Product Design, UX Strategy
Busy Bees Babysitting
Onboarding strategy, user flows, design system creation, wireframing, visual design, and developer handoff
Busy Bees is an online babysitting booking app designed to help parents quickly schedule experienced, vetted babysitters in the Phoenix area. As the platform began to grow, the team identified increasing friction in early user journeys and a need to stabilize trust and conversion before scaling the product further.
The focus of this work was to reduce onboarding friction, improve clarity across key flows, and create a stronger foundation for future growth
As the platform scaled, negative feedback increased across both parents and babysitters. Confusing onboarding flows and unclear trust signals created friction early in the experience, leading to drop-off at critical moments and putting activation and conversion at risk.
If Busy Bees could reduce onboarding friction and improve clarity without overhauling the entire product, then the team could increase activation and conversion while creating a more scalable starting point ahead of future funding and team growth.

Before I was brought on, Busy Bees worked with a freelance graphic designer to establish updated branding guidelines. While reviewing the product, it became clear the existing experience was inconsistent, outdated, and not designed around user needs. These new guidelines became the foundation for creating structure and consistency across the product.
→ Busy Bees had never worked with a product team or in-house designer, making scalability a priority
→ The product lacked consistency across screens and flows, creating unnecessary friction
→ A design system provided efficiency, allowing the team to move faster and adapt as the product evolved

Babysitters represented the largest and most active user group on the platform. The primary goal was to reduce onboarding time and improve booking efficiency by applying the newly established design system.
→ 11% reduction in time spent entering the onboarding process by consolidating splash, welcome, and login/sign-up screens into a single page
→ 15% reduction in overall onboarding steps to improve retention and reduce early churn
→ Identified and corrected 10+ UI issues related to spacing, sizing, and missing instructional copy

Helping parents quickly onboard and confidently book a babysitter was the highest-impact conversion opportunity. This flow required clear hierarchy and guidance, especially as stakeholders planned to introduce paid memberships in the future.
→ 9% reduction in the overall onboarding flow to improve conversion rates
→ Reduced confusion by improving spacing, adding help text, and removing unnecessary input fields
→ Clarified direction by improving information hierarchy and introducing a progress indicator in the parent profile flow


The parent onboarding flow was reduced by 9%, resulting in a 12% decrease in user drop-off and an increase in paid conversions.
After addressing feedback describing the original experience as “annoying” and “frustrating,” post-launch testing resulted in 100% positive feedback from babysitters.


**Assigned task:**
Lines before the one containing "Itemize the components" are not wanted. Transcribe that line and all after it exactly, to the end of the entries.

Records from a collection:
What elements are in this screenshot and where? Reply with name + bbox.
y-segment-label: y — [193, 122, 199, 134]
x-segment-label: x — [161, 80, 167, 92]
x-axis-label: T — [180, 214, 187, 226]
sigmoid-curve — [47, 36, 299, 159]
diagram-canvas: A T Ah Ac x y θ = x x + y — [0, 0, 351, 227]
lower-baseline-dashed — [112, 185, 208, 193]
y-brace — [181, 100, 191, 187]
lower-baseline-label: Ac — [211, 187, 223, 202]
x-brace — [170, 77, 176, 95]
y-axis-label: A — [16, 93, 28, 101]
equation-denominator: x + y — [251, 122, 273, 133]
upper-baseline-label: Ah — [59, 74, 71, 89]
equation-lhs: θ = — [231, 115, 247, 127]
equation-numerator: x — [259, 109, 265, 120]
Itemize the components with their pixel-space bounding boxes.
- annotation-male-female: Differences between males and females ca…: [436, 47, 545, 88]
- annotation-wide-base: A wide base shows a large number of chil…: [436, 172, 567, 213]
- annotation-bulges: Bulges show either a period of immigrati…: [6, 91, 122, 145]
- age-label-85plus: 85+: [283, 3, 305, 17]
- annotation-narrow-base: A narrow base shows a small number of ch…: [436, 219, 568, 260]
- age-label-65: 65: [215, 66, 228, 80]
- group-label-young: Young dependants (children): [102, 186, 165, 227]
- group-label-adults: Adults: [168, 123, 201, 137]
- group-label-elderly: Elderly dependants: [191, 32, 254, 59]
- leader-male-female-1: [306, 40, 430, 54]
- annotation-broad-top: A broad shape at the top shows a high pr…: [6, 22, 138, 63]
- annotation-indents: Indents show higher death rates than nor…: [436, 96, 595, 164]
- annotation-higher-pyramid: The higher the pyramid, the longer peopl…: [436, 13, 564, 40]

**Task output:**
Itemize the components with their pixel-space bounding boxes.
- annotation-male-female: Differences between males and females ca…: [436, 47, 545, 88]
- annotation-wide-base: A wide base shows a large number of chil…: [436, 172, 567, 213]
- annotation-bulges: Bulges show either a period of immigrati…: [6, 91, 122, 145]
- age-label-85plus: 85+: [283, 3, 305, 17]
- annotation-narrow-base: A narrow base shows a small number of ch…: [436, 219, 568, 260]
- age-label-65: 65: [215, 66, 228, 80]
- group-label-young: Young dependants (children): [102, 186, 165, 227]
- group-label-adults: Adults: [168, 123, 201, 137]
- group-label-elderly: Elderly dependants: [191, 32, 254, 59]
- leader-male-female-1: [306, 40, 430, 54]
- annotation-broad-top: A broad shape at the top shows a high pr…: [6, 22, 138, 63]
- annotation-indents: Indents show higher death rates than nor…: [436, 96, 595, 164]
- annotation-higher-pyramid: The higher the pyramid, the longer peopl…: [436, 13, 564, 40]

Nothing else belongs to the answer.